Question: Which is cheaper, Wealthsimple or Questrade?

Answer: Commission schedules, account fees, and currency-conversion costs change frequently and differ by account type and trade volume, so we do not reproduce specific fee numbers here — verify the current pricing on each broker's own site before you decide, since a stale fee figure can cost you real money. The structural points that do not change: managed (robo-advisor) portfolios charge a management fee on top of the underlying ETF MERs, while self-directed accounts let you avoid the management layer but require you to do the work. For a small, infrequent trader, the difference in annual cost between the two brokers is usually small relative to the tax difference between holding investments in a TFSA versus a non-registered account. For a high-volume active trader, commission structure and US-dollar handling matter much more, and that is where you should focus your comparison. Do not let a small fee gap drive you into the wrong account type — the registered-versus-taxable decision dwarfs the broker-fee decision for most households.

Question: Can I transfer my existing TFSA or RRSP from one broker to the other?

Answer: Yes. You can transfer registered accounts between brokers using a formal account-transfer request — never withdraw and re-deposit, because withdrawing from an RRSP triggers tax and lost contribution room, and withdrawing from a TFSA mid-year can cause an over-contribution penalty if you re-deposit before January 1. An in-kind transfer moves your holdings without selling them (no triggered capital gains in a non-registered account); an in-cash transfer sells everything first.

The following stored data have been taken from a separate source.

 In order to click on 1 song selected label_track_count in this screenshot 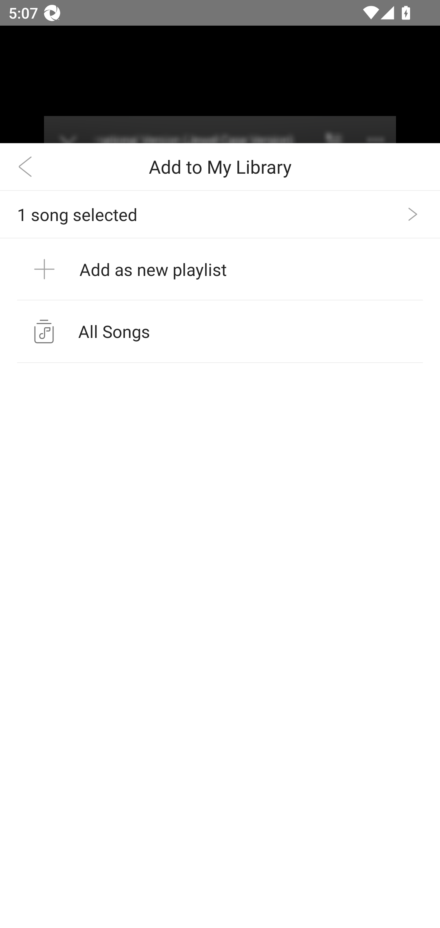, I will do `click(220, 214)`.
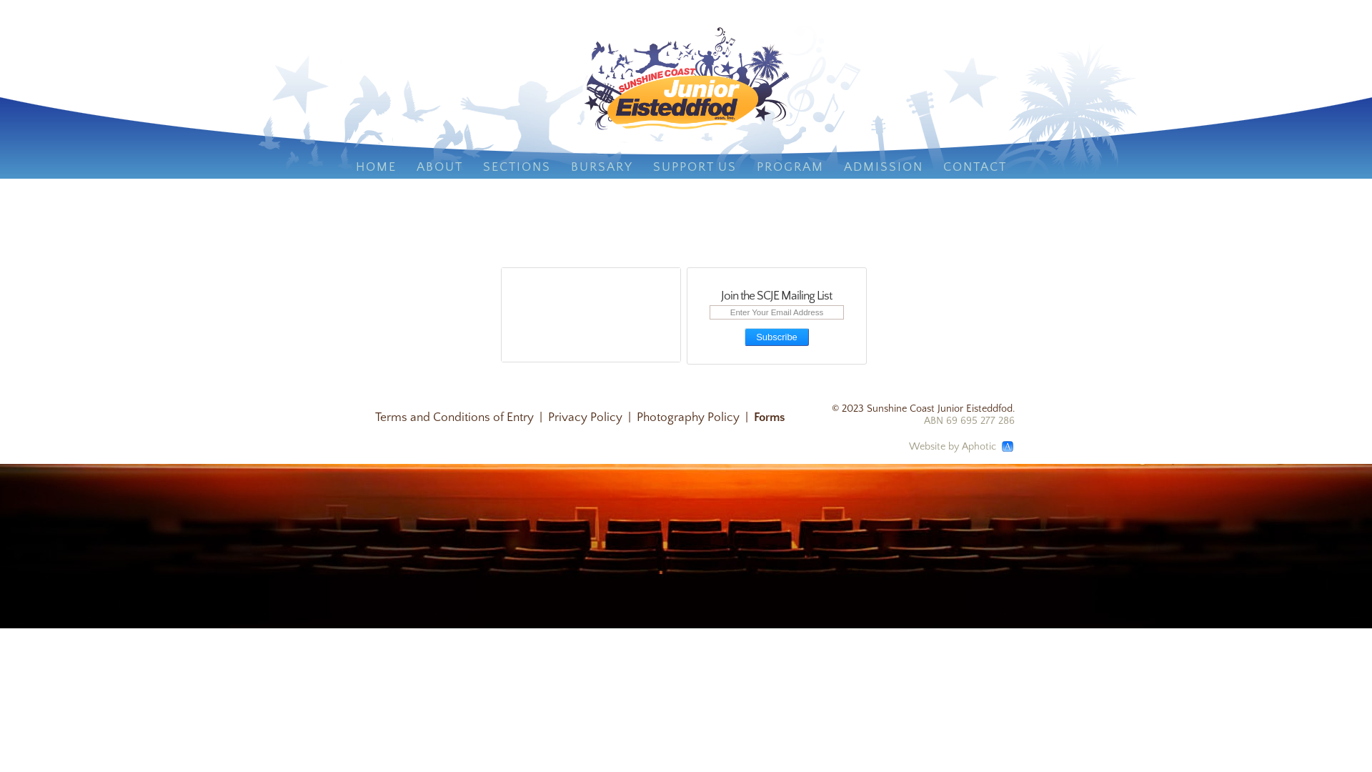 This screenshot has height=772, width=1372. Describe the element at coordinates (975, 169) in the screenshot. I see `CONTACT` at that location.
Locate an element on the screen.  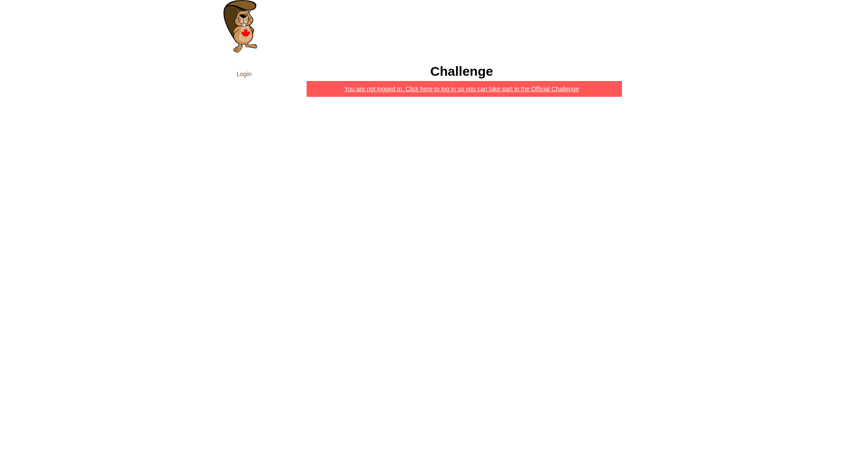
Challenge is located at coordinates (596, 28).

The losing broker typically charges a transfer-out fee, and the receiving broker may or may not reimburse it — confirm the reimbursement policy and any minimum before you initiate. Transfers commonly take a few weeks, during which your assets may be in limbo, so do not start one right before you need to trade. The mechanics are identical in both directions between these two brokers.

Question: Is Wealthsimple or Questrade safer for my money?

Answer: Both are members of the Canadian Investment Regulatory Organization (CIRO) and covered by the Canadian Investor Protection Fund (CIPF), which protects eligible client assets if the member firm becomes insolvent — this is custody protection, not protection against market losses or bad investment decisions. CIPF coverage is separate from CDIC deposit insurance: CDIC covers cash deposits and GICs at member banks, while CIPF covers investment accounts at member investment dealers. Neither broker can protect you from a stock dropping in value. The practical safety question is not which firm is more solvent — both are established Canadian platforms — but whether you understand what you are buying and whether the account type matches your goal. A safe broker holding the wrong asset in the wrong account is not a safe outcome.

Question: Should I use a discount broker at all, or get financial advice first?

Answer: A discount broker is the right tool once you know your plan — your account-priority order, your asset mix, and your contribution targets. It is the wrong place to figure out the plan. The most expensive mistakes we see are not commission costs; they are structural: holding interest-bearing investments in a non-registered account while TFSA room sits empty, converting an RRSP to a RRIF without sequencing withdrawals, or selling a non-registered position and triggering a 50%-inclusion capital gain in a top-bracket year when a small change in timing would have saved thousands. Those decisions are made before you open the brokerage account, not inside it. If you are in a money-in-motion window — a severance, an inheritance, a business sale, or a divorce — the plan should come first and the platform second. The brokerage choice is the easy part.